OVER the years he has morphed from East End market trader to Amstrad boss to failed football club chairman to The Apprentice’s ‘Siralan’ and finally to Lord Sugar of Clapton.
Now he’s back saying ‘You’re Fired’ to a new gaggle of wannabe entrepreneurs in the seventh series of The Apprentice.
And, by happy coincidence, his autobiography has just been published in paperback by Pan.
Lord Sugar famously doesn’t like schmoozers or time wasters. He certainly wasn’t one of those. Written in a direct ‘Siralan’ style, this is the tale of the boy from a council estate who became a lord.
Readers will inevitably tend to turn to the pages dealing with his ill-judged ownership of Tottenham Hotspur, or else flick to the end to get his take on some of the Apprentice candidates.
But his early life is fascinating, too – especially his accounts of the money-making schemes he got up to as a lad. He sold boiled beetroots from a display in front of his local greengrocer shop – a story which gives him the chance for a grumpy aside at the expense of tabloid newspapers which “endlessly and inaccurately” got it wrong.
He made ginger beer in his bathroom, decanted it into empty pop bottles, and tried to sell it from the sweet shop downstairs, “with limited success”.
When he couldn’t afford to buy a bike, he built one himself. “It was amazing how people would throw away old frames, wheels, handlebars and so on, which I’d collect.”
Those skills have never left him, he says, with that familiar hint of boastfulness disguised as plain-speaking. When his wife and children used to express surprise at his handiness with a bike, at mending a puncture, say, his response was simple: a shrug and a disparaging, “It’s easy”. You can almost see the expression he’d have worn.
This is an engaging, surprisingly well-written account of the life of one of our best known, most colourful businessmen.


TASK - Compute how many lines in the entries below contain "components", and output nothing but the number.

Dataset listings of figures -
* * *
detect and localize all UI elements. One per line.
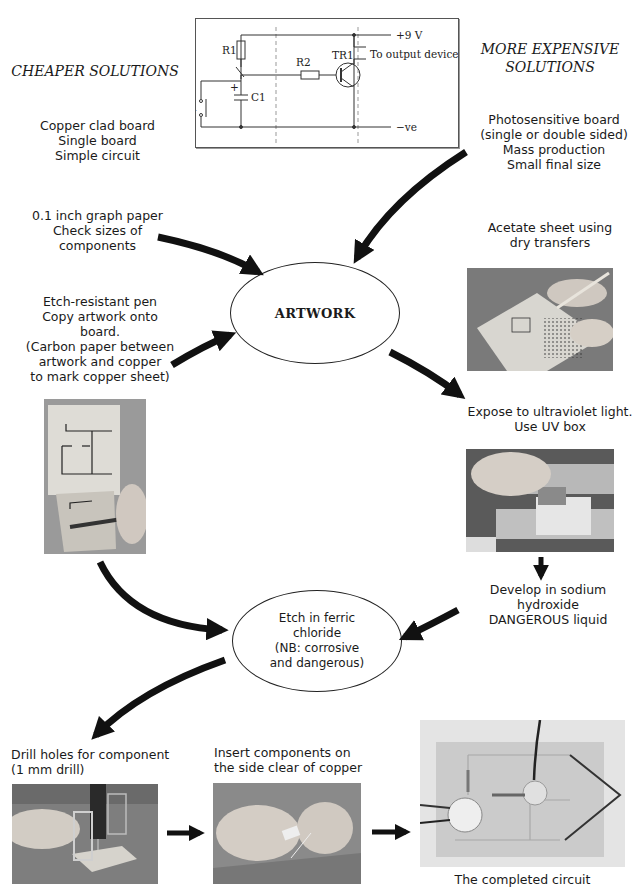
insert-components-label: Insert components on the side clear of c… — [214, 745, 404, 775]
completed-circuit-label: The completed circuit — [420, 872, 625, 887]
acetate-sheet-note: Acetate sheet using dry transfers — [470, 220, 630, 250]
photo-etch-resistant-pen — [44, 399, 146, 554]
circuit-schematic: +9 V To output device −ve R1 R2 TR1 S1 C… — [195, 18, 459, 148]
more-expensive-solutions-heading: MORE EXPENSIVE SOLUTIONS — [470, 40, 630, 76]
develop-sodium-hydroxide-note: Develop in sodium hydroxide DANGEROUS li… — [458, 582, 638, 627]
svg-text:R2: R2 — [296, 56, 311, 68]
expose-uv-note: Expose to ultraviolet light. Use UV box — [460, 404, 638, 434]
copper-clad-board-note: Copper clad board Single board Simple ci… — [20, 118, 175, 163]
svg-text:C1: C1 — [251, 91, 266, 103]
photo-completed-circuit — [420, 720, 625, 867]
svg-text:+: + — [230, 81, 239, 93]
svg-text:To output device: To output device — [370, 48, 458, 60]
etch-node: Etch in ferric chloride (NB: corrosive a… — [232, 590, 402, 692]
svg-text:+9 V: +9 V — [396, 29, 423, 41]
svg-text:TR1: TR1 — [332, 49, 354, 61]
svg-text:−ve: −ve — [396, 121, 417, 133]
schematic-drawing: +9 V To output device −ve R1 R2 TR1 S1 C… — [196, 19, 458, 147]
photo-uv-box — [466, 449, 614, 552]
arrow-develop-to-etch — [405, 610, 458, 637]
photo-acetate-dry-transfers — [467, 268, 613, 371]
photo-inserting-components — [213, 783, 361, 884]
photo-drilling — [12, 784, 158, 884]
arrow-etch-to-drill — [96, 660, 225, 735]
etch-resistant-pen-note: Etch-resistant pen Copy artwork onto boa… — [10, 294, 190, 384]
arrow-photosensitive-to-artwork — [357, 152, 466, 258]
svg-text:S1: S1 — [196, 101, 198, 113]
photosensitive-board-note: Photosensitive board (single or double s… — [470, 112, 638, 172]
graph-paper-note: 0.1 inch graph paper Check sizes of comp… — [20, 208, 175, 253]
cheaper-solutions-heading: CHEAPER SOLUTIONS — [10, 62, 180, 80]
svg-text:R1: R1 — [222, 44, 237, 56]
arrow-artwork-to-expose — [390, 352, 460, 395]
arrow-photo-to-etch — [100, 562, 222, 630]
artwork-node: ARTWORK — [230, 262, 400, 364]
drill-holes-label: Drill holes for component (1 mm drill) — [11, 747, 201, 777]
etch-label: Etch in ferric chloride (NB: corrosive a… — [270, 611, 365, 671]
artwork-label: ARTWORK — [275, 306, 355, 321]
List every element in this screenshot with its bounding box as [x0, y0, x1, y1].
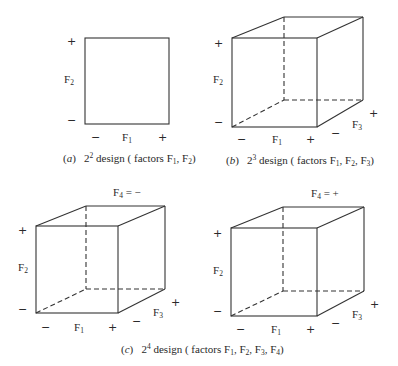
- f2-high-label-c-left: +: [18, 225, 27, 236]
- f3-low-label-c-right: −: [331, 318, 340, 329]
- f3-sub: 3: [358, 123, 362, 132]
- f3-sub: 3: [159, 311, 163, 320]
- f2-high-label-a: +: [67, 36, 76, 47]
- caption-factor-sub: 3: [261, 348, 265, 357]
- cube-f4-low: [36, 206, 165, 313]
- caption-text: design ( factors F: [256, 154, 335, 166]
- f1-high-label-c-right: +: [306, 324, 315, 335]
- f3-axis-label-c-right: F3: [352, 309, 362, 323]
- caption-factor-sub: 2: [351, 159, 355, 168]
- f1-high-label-b: +: [306, 134, 315, 145]
- f3-high-label-c-right: +: [370, 299, 379, 310]
- caption-factor-sub: 4: [276, 348, 280, 357]
- f1-high-label-c-left: +: [108, 322, 117, 333]
- caption-factor-sub: 1: [230, 348, 234, 357]
- f2-high-label-c-right: +: [213, 228, 222, 239]
- f2-low-label-c-left: −: [18, 304, 27, 315]
- f2-high-label-b: +: [214, 38, 223, 49]
- f3-axis-label-c-left: F3: [153, 307, 163, 321]
- f2-axis-label-c-right: F2: [213, 265, 223, 279]
- f3-low-label-c-left: −: [132, 316, 141, 327]
- f1-low-label-c-right: −: [236, 324, 245, 335]
- f1-axis-label-b: F1: [272, 134, 282, 148]
- design-diagram-canvas: [0, 0, 398, 366]
- f3-high-label-c-left: +: [171, 297, 180, 308]
- f2-sub: 2: [219, 269, 223, 278]
- caption-factor-sub: 2: [246, 348, 250, 357]
- cube-2-3-design: [232, 17, 363, 127]
- f2-axis-label-c-left: F2: [18, 262, 28, 276]
- f3-axis-label-b: F3: [352, 119, 362, 133]
- f2-sub: 2: [219, 78, 223, 87]
- f2-sub: 2: [24, 266, 28, 275]
- caption-factor-sub: 2: [188, 157, 192, 166]
- square-2-2-design: [85, 38, 169, 124]
- f2-sub: 2: [70, 78, 74, 87]
- f4-value: = −: [123, 186, 141, 198]
- caption-letter: a: [67, 152, 73, 164]
- f2-axis-label-b: F2: [213, 74, 223, 88]
- f4-value: = +: [321, 187, 339, 199]
- caption-c: (c) 24 design ( factors F1, F2, F3, F4): [121, 341, 284, 359]
- f2-low-label-a: −: [67, 115, 76, 126]
- f1-low-label-a: −: [91, 132, 100, 143]
- f4-level-title-left: F4 = −: [113, 187, 141, 201]
- caption-factor-sub: 1: [173, 157, 177, 166]
- caption-a: (a) 22 design ( factors F1, F2): [63, 150, 196, 168]
- f2-low-label-c-right: −: [213, 306, 222, 317]
- f1-sub: 1: [128, 136, 132, 145]
- f1-sub: 1: [80, 326, 84, 335]
- f3-sub: 3: [358, 313, 362, 322]
- f3-low-label-b: −: [331, 128, 340, 139]
- f1-low-label-b: −: [237, 134, 246, 145]
- f2-axis-label-a: F2: [64, 74, 74, 88]
- f1-sub: 1: [277, 328, 281, 337]
- f1-sub: 1: [278, 138, 282, 147]
- caption-letter: b: [230, 154, 236, 166]
- f1-axis-label-c-left: F1: [74, 322, 84, 336]
- f4-level-title-right: F4 = +: [311, 188, 339, 202]
- caption-factor-sub: 1: [336, 159, 340, 168]
- f2-low-label-b: −: [214, 117, 223, 128]
- caption-factor-sub: 3: [367, 159, 371, 168]
- caption-b: (b) 23 design ( factors F1, F2, F3): [226, 152, 374, 170]
- f1-high-label-a: +: [158, 132, 167, 143]
- caption-text: design ( factors F: [151, 343, 230, 355]
- f1-axis-label-a: F1: [122, 132, 132, 146]
- caption-text: design ( factors F: [93, 152, 172, 164]
- f3-high-label-b: +: [369, 108, 378, 119]
- caption-letter: c: [125, 343, 130, 355]
- cube-f4-high: [231, 207, 364, 316]
- f1-axis-label-c-right: F1: [271, 324, 281, 338]
- f1-low-label-c-left: −: [41, 322, 50, 333]
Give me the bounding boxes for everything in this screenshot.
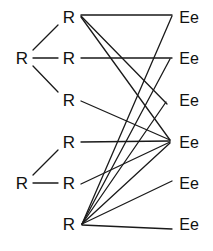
- ee-node-e4: Ee: [179, 134, 199, 151]
- tree-root-node-lbot: R: [16, 175, 28, 192]
- r-node-r2: R: [63, 50, 75, 67]
- tree-edge-ltop-to-r1: [33, 25, 58, 50]
- mapping-edge-r6-to-e4: [82, 143, 170, 224]
- ee-node-e1: Ee: [179, 9, 199, 26]
- ee-node-e5: Ee: [179, 175, 199, 192]
- r-node-r6: R: [63, 216, 75, 233]
- tree-root-node-ltop: R: [16, 50, 28, 67]
- r-node-r3: R: [63, 92, 75, 109]
- ee-node-e3: Ee: [179, 92, 199, 109]
- tree-edge-ltop-to-r3: [33, 66, 58, 92]
- diagram-edges-canvas: [0, 0, 213, 251]
- mapping-edge-r1-to-e4: [81, 17, 170, 140]
- tree-edge-lbot-to-r4: [33, 150, 58, 175]
- r-node-r1: R: [63, 9, 75, 26]
- bipartite-diagram: RRRRRRRREeEeEeEeEeEe: [0, 0, 213, 251]
- mapping-edge-r6-to-e1: [82, 16, 172, 224]
- tree-edge-group: [33, 25, 58, 183]
- ee-node-e2: Ee: [179, 50, 199, 67]
- r-node-r4: R: [63, 134, 75, 151]
- mapping-edge-r6-to-e6: [82, 225, 172, 229]
- mapping-edge-group: [81, 15, 172, 229]
- mapping-edge-r6-to-e5: [82, 181, 172, 224]
- ee-node-e6: Ee: [179, 216, 199, 233]
- mapping-edge-r1-to-e3: [81, 16, 167, 104]
- mapping-edge-r5-to-e4: [81, 142, 170, 184]
- r-node-r5: R: [63, 175, 75, 192]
* * *
ANSWER TO THE PROBLEM - 2